Support for multiplication instead of shifts inside the encoder?
Certain players (f.e. ffmpeg) use multiplication instead of shifts inside the adpcm decode loop. f.e.: sign = nibble & 8; delta = nibble & 7; diff = ((2 * delta + 1) * step) >> shift; if (sign) predictor -= diff; else predictor += diff; This leads to sample differences during decoding. What do you think about supporting this inside the encoder? To be honest I can't really hear the difference but I'd like to know your opinion on this. Cheers!
Yes, I am familiar with this. They describe the motivation for this deviation from the reference code here but neglect to mention (or are not aware) that this alters the audio data.

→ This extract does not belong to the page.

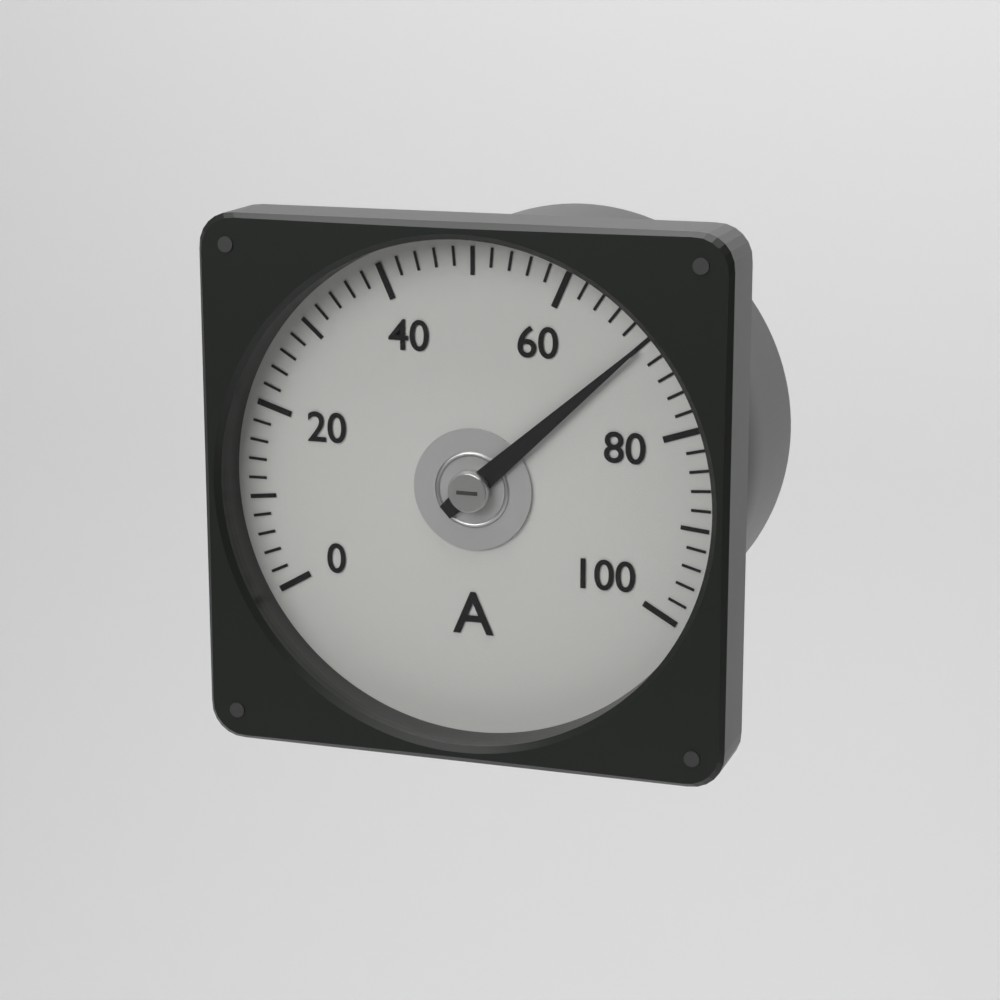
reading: 70 A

Normally the difference is negligible, but when I recently implemented 5-bit ADPCM I found that this difference is audible in quiet passages as a buzzing, especially with long frames. The problem is that the audio drifts away from the nominal values during the frame and then suddenly jumps back to the correct place with the next frame (generating an audible blip).
This is definitely incorrect behavior because everyone else does it the way the reference code shows (I've looked at libsndfile, SoX, Adobe Audition, Foobar2000 and Rockbox). I'm confident that hardware implementations do it this way also because they long predated FFmpeg's implemention.
One funny thing is that in the Multimedia Wiki article on IMA ADPCM someone commented that using multiplies vs. shifts+jumps produces different results and that this would be bad, but that's as far as it goes.
I suggest that it makes a lot more sense to FFmpeg to correct their code than for other implementations to start adopting this error (even as an option). Unfortunately I'm not sure how likely that is.
Thank you for you input! I'll close this issue then :)
Thanks! I'll leave this issue open as a poor man's FAQ entry because I can see this coming up again, especially as people try the new 5-bit ADPCM variation.
Note that this has been fixed in the librempeg fork of FFmpeg with this commit.
Hopefully it will be pulled into FFmpeg too.